“Bob slid his chair back and moved the coal-oil lamp from the kitchen to the sitting room. He said, "Oftentimes things seem impossible up until they're attempted." Then he lidded the chimney glass with his palm and suffocated the light.”
“They're safe,'' he said. "And you're not made of glass". He swept me up in his arms.I laughed. "And I'm not made of glass."He carried me into our room and kicked the door shut behind us.”
“He wanted to sink down and hug the coals to his chest. Flamboyant...coins of light...oil, wood, tatters...fumes from acids, soap, smoke...the sunlight shattered.”

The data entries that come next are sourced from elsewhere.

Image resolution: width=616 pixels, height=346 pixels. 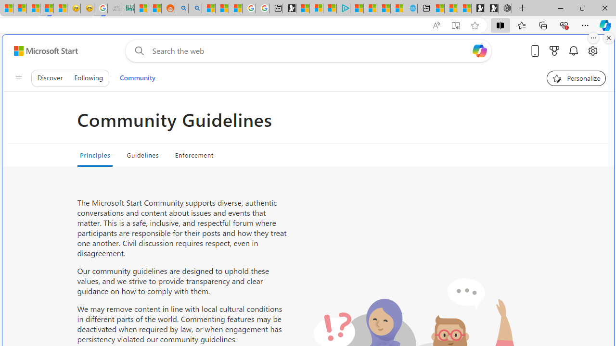 I want to click on Web search, so click(x=137, y=51).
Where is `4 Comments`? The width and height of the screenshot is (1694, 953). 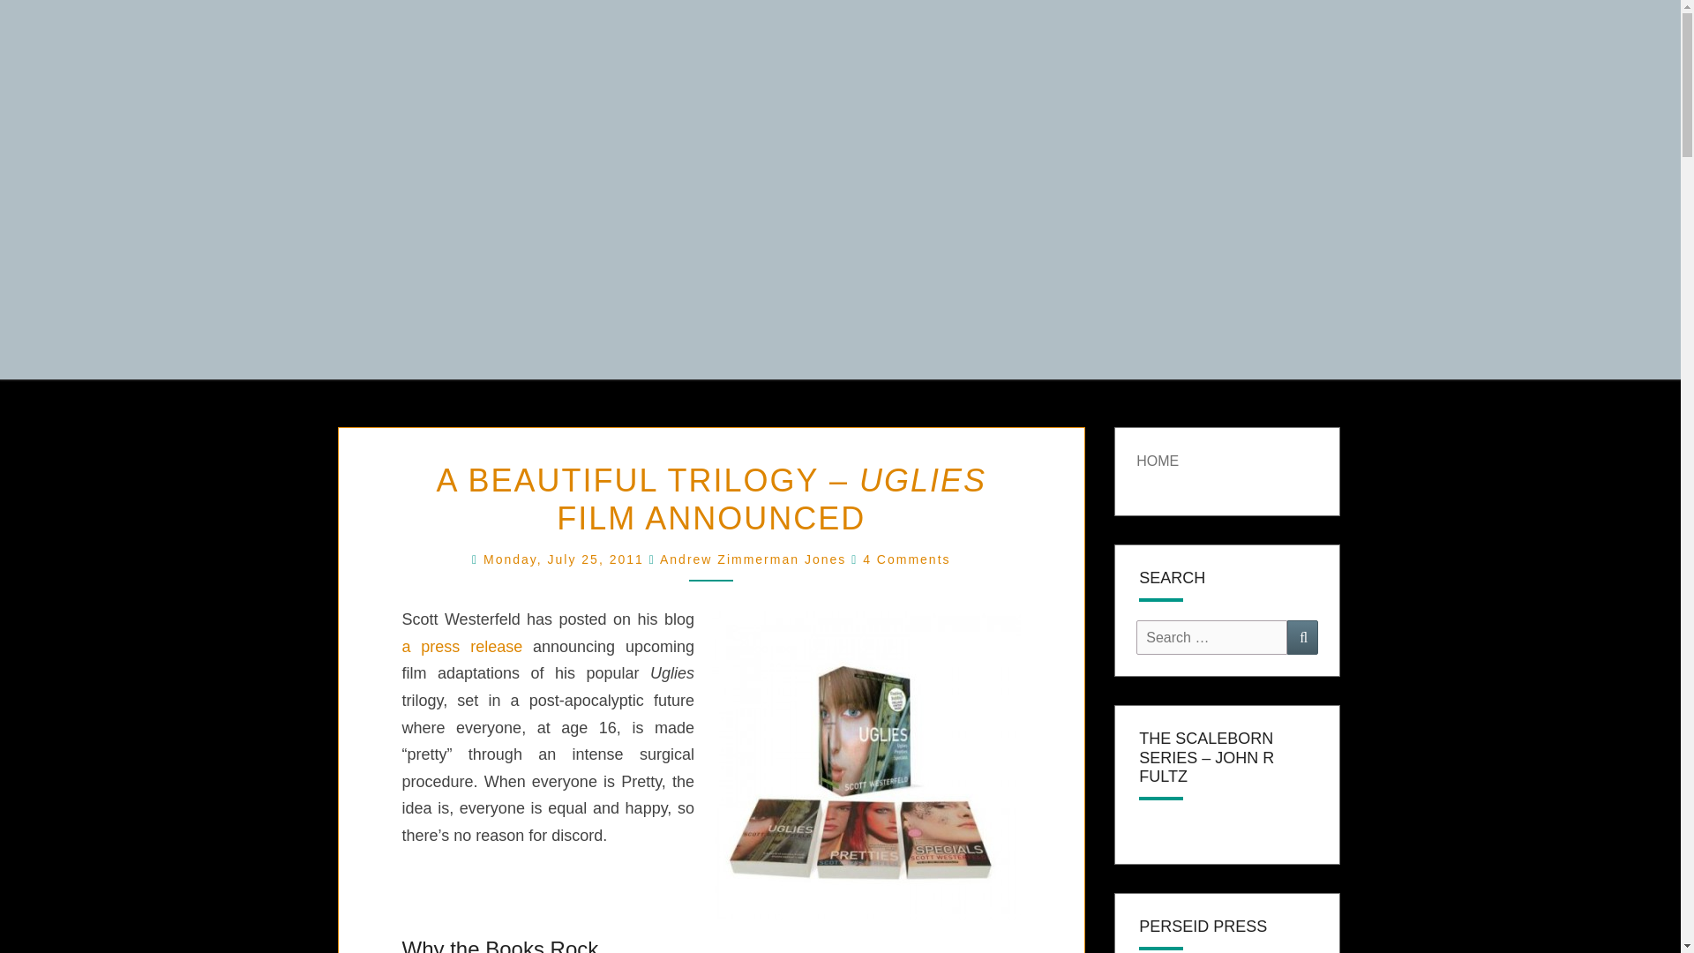
4 Comments is located at coordinates (906, 559).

“For several moments he did not move from the doorway: he heard the girl’s soft, thin voice rise above the murmur of the assembled guests she served. She raised her head, and suddenly he met her eyes; they were pale and large and seemed to shine with a light within themselves. In some confusion he backed from the doorway and turned into the sitting room; he found an empty chair in a space by the wall, and he sat there looking at the carpet beneath his feet. He did not look in the direction of the dining room, but every now and then he thought he felt the gaze of the young woman brush warmly across his face.”
“Gogol remembers having to do the same thing when he was younger, when his grandparents died...He remembers, back then, being bored by it, annoyed at having to observe a ritual no one else he knew followed, in honor of people he had seen only a few times in his life...Now, sitting together at the kitchen table at six-thirty every evening, his father's chair empty, this meatless meal is the only thing that seems to make sense.”
“[He] turned his back on the window, not knowing why he had gone to it, not knowing what he hoped to see, and just at that moment, when there was no one at the window any more and only a little lamp of colored glass at the back of the room flickering, it appeared.”